38 min

Dr Darin Barney Bad Faith Cycles in Algorithmic Cultivation

    • Philosophy

Dr Darin Barney is a professor at McGill University in Montreal, Canada. His work examines the future of digital technologies in democratic life, [1] the state of citizenship is a digitally integrated society, [2] and the infrastructure of network societies. [3] Our discussion revolved around concerns of digital governance over social and political life, [4] algorithmic fragmentation of social reality, [5] and the commercialization of data as treating users as standing-reserve. [6]

[1] Darin David Barney, Prometheus Wired: The Hope for Democracy in the Age of Network Technology (Vancouver: UBC Press, 2000).

[2] Darin David Barney, One Nation under Google: Citizenship in the Technological Republic (Toronto: Hart House Lecture Committee, 2007).

[3] Darin David Barney, The Network Society, Key Concepts (Cambridge, UK: Polity, 2010).

[4] Yu-Che Chen, Managing Digital Governance: Issues, Challenges, and Solutions.(Boca Raton: Taylor and Francis, 2017), https://public.ebookcentral.proquest.com/choice/publicfullrecord.aspx?p=4921790; Just and Latzer, 245.

[5] Dean DeChiaro, “Social Media Algorithms Threaten Democracy, Experts Tell Senators,” Roll Call, April 21, 2021, https://www.rollcall.com/2021/04/27/social-media-algorithms-threaten-democracy-experts-tell-senators/; Susan Morgan, “Fake News, Disinformation, Manipulation and Online Tactics to Undermine Democracy,” Journal of Cyber Policy 3, no. 1 (January 2, 2018): 39–43, https://doi.org/10.1080/23738871.2018.1462395; Ünver, 127–46.

[6] Martin Heidegger and William Lovitt, The Question Concerning Technology and Other Essays (New York: Harper & Row, 1977).

Dr Darin Barney is a professor at McGill University in Montreal, Canada. His work examines the future of digital technologies in democratic life, [1] the state of citizenship is a digitally integrated society, [2] and the infrastructure of network societies. [3] Our discussion revolved around concerns of digital governance over social and political life, [4] algorithmic fragmentation of social reality, [5] and the commercialization of data as treating users as standing-reserve. [6]

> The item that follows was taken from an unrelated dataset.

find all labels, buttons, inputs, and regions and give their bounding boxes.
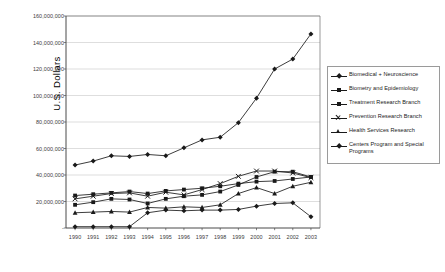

[1] Darin David Barney, Prometheus Wired: The Hope for Democracy in the Age of Network Technology (Vancouver: UBC Press, 2000).

[2] Darin David Barney, One Nation under Google: Citizenship in the Technological Republic (Toronto: Hart House Lecture Committee, 2007).

[3] Darin David Barney, The Network Society, Key Concepts (Cambridge, UK: Polity, 2010).

[4] Yu-Che Chen, Managing Digital Governance: Issues, Challenges, and Solutions.(Boca Raton: Taylor and Francis, 2017), https://public.ebookcentral.proquest.com/choice/publicfullrecord.aspx?p=4921790; Just and Latzer, 245.

[5] Dean DeChiaro, “Social Media Algorithms Threaten Democracy, Experts Tell Senators,” Roll Call, April 21, 2021, https://www.rollcall.com/2021/04/27/social-media-algorithms-threaten-democracy-experts-tell-senators/; Susan Morgan, “Fake News, Disinformation, Manipulation and Online Tactics to Undermine Democracy,” Journal of Cyber Policy 3, no. 1 (January 2, 2018): 39–43, https://doi.org/10.1080/23738871.2018.1462395; Ünver, 127–46.

[6] Martin Heidegger and William Lovitt, The Question Concerning Technology and Other Essays (New York: Harper & Row, 1977).